I’ll be listening to Showgirl for a long time. I’ll listen to it the same way I listen to Taylor Swift and Speak Now:
I’ll skip a few tracks and repeat the rest. I’ll think about how I’ve changed—since Red, since Lover—and whether I’ve grown, and how I can make my own satisfactions and settlements into something like art (though I can’t write, much less sing, the way Taylor can). I, too, have what I want for now. And as I listen, in 2026 and 2027 and into the future, I expect to look back on not just Taylor Swift’s growth and eras and catalogues but my own evolution from a casual fan to a Swiftie to a teacher and critic who has now written a book on her songs.
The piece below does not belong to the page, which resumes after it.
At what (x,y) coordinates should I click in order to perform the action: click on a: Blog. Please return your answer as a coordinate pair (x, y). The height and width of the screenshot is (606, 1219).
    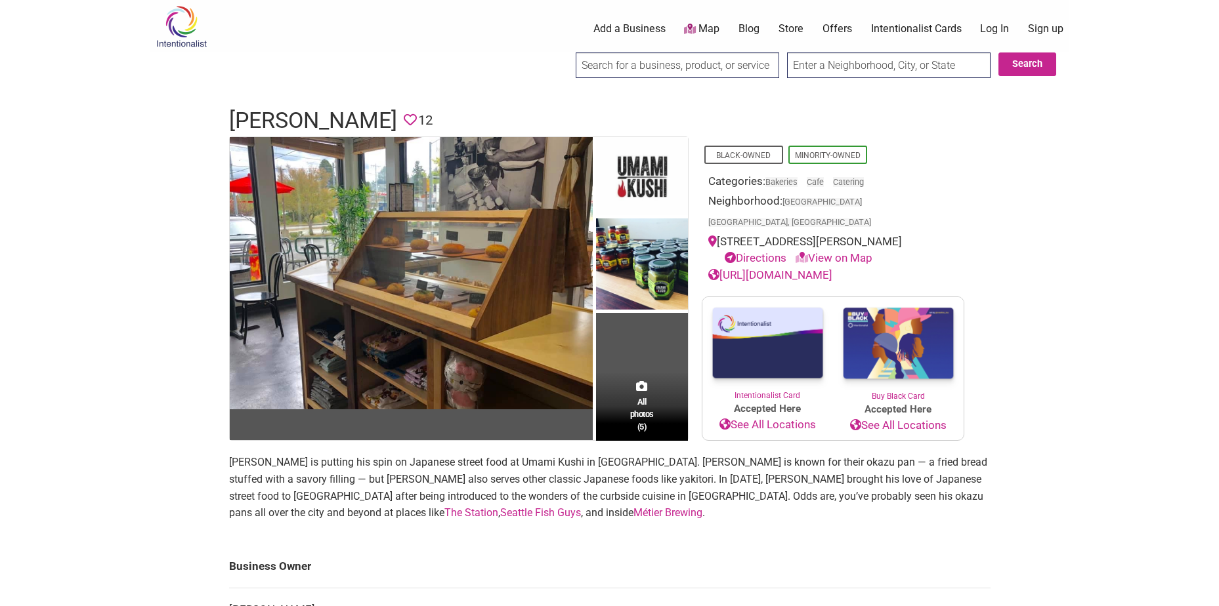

That book, sent to press soon after the Eras Tour ended, concludes with Yeats’s poem “What Then?” The poet looks back on “All his twenties crammed with toil” and sees that “All his happier dreams came true,” in his domestic life and in his writing career: “‘The work is done,’ grown old he thought, / ‘According to my boyish plan.’” And yet he cannot stop looking for a next act: he still hears, as he did in youth, now louder than ever, “Plato’s ghost,” singing “What then?”
Taylor has answered that question, as an artist, with these songs of eclectic retrospect. But the album also raises questions. How many can she spend looking back? If there’s another era ahead—motherhood (as “Wi$h Li$t” implies) or otherwise—how will it change her? How will it sound? We can’t know. But we can know that she’s going to write songs about it: that’s the life of a showgirl, babe.